Crowd of 300,000 mourn Shi'ite leader
The US military reported that 125 Iraqi's died in the attack on the Imam Ali mosque, a dramatic increase from earlier hospital reports of 85.
Najaf Governor Haider Mehadi yesterday requested that the FBI help Iraqi police investigate the truck bombing, a Coalition Provisional Authority official said. FBI officials were to travel to Najaf shortly to meet with authorities there, he said. FBI agents are leading the investigations into both the August 7 bombing of the Jordanian embassy in Baghdad and the attack on UN headquarters 12 days later.
The faithful followed a flatbed truck carrying a symbolic coffin for Ayatollah Mohammed Baqir al-Hakim, a moderate cleric and Saddam Hussein opponent.
Authorities said they could only find al-Hakim's hand, watch, wedding band and pen in the wreckage.
"Our revenge will be severe on the killers," read one of the many banners carried by mourners.
The Iraqi police handling the investigation into Friday's bombing say they have arrested 19 men many of them foreigners and all with admitted links to al-Qaida in connection with the blast. However, many Shi'ites blame the cleric's death on Saddam loyalists and the US-led coalition, which they say has failed to provide adequate security in the country since the dictator's fall.
In Najaf, Major Rick Hall, spokesman for the 1st Battalion 7th Marines, said the death toll stood at 125 with 142 wounded, some seriously.
He also said the Marine transfer of the south-central territory, including Najaf, to an international force lead by Poland, set for this week, had been put on hold.
"We now want to stay here and assist as much as possible," Hall said.
US forces are questioning two men handed over to them by the Iraqis, but will likely release them, he said.
Hall said the involvement of al-Qaida members in the Friday explosion was "an option we are looking at". He denied reports Marines would patrol around the Imam Ali shrine, the most sacred Shi'ite site in Iraq and the third holiest in the world after Mecca and Medina.
He said US forces had offered Marine patrols to the interim governing council in Baghdad and religious leaders in Najaf. An answer was expected in a day or two, he said.
As the mass of mourners left Baghdad, they carried angry banners denouncing both Saddam and the US president. "Saddam and Bush will not humiliate us," one read.
The procession began at the al-Kadhimiyah shrine, a sacred Shi'ite site in the capital, and was expected to grow as it wove its way south.
Police detained two Iraqis and two Saudis shortly after the Friday attack, and they provided information leading to the arrest of 15 other suspects, said a senior police official in Najaf, speaking on condition of anonymity.
Two Kuwaitis and six Palestinians with Jordanian passports were among the suspects, the official said. The remainder were Iraqis and Saudis, the official said, without giving a breakdown.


*Task statement*.
A word-for-word copy of the listing is required, and it must contain no pictures.
━━ Provided information
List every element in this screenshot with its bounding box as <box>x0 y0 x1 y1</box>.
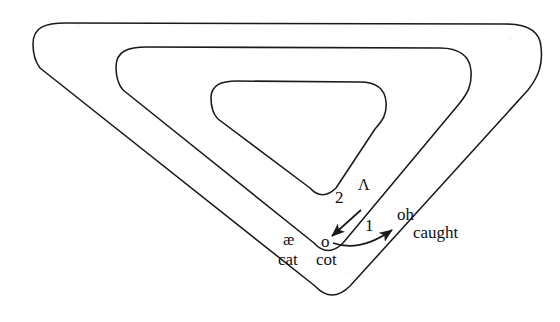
word-label-caught: caught <box>413 224 458 241</box>
middle-triangle-contour <box>116 47 471 251</box>
arrow-2-shaft <box>332 210 361 236</box>
vowel-space-diagram: æ o Λ oh cat cot caught 2 1 <box>0 0 560 322</box>
word-label-cot: cot <box>316 251 337 268</box>
vowel-label-ash: æ <box>283 231 294 248</box>
vowel-label-open-o: o <box>321 233 330 250</box>
word-label-cat: cat <box>278 251 298 268</box>
arrow-number-2: 2 <box>335 189 344 206</box>
vowel-diagram-canvas <box>0 0 560 322</box>
vowel-label-oh: oh <box>397 206 414 223</box>
arrow-number-1: 1 <box>365 217 374 234</box>
vowel-label-wedge: Λ <box>358 177 370 193</box>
━━━━
*Exercise response*.
List every element in this screenshot with its bounding box as <box>x0 y0 x1 y1</box>.
word-label-caught: caught <box>413 224 458 241</box>
middle-triangle-contour <box>116 47 471 251</box>
arrow-2-shaft <box>332 210 361 236</box>
vowel-space-diagram: æ o Λ oh cat cot caught 2 1 <box>0 0 560 322</box>
word-label-cot: cot <box>316 251 337 268</box>
vowel-label-ash: æ <box>283 231 294 248</box>
vowel-label-open-o: o <box>321 233 330 250</box>
word-label-cat: cat <box>278 251 298 268</box>
arrow-number-2: 2 <box>335 189 344 206</box>
vowel-diagram-canvas <box>0 0 560 322</box>
vowel-label-oh: oh <box>397 206 414 223</box>
arrow-number-1: 1 <box>365 217 374 234</box>
vowel-label-wedge: Λ <box>358 177 370 193</box>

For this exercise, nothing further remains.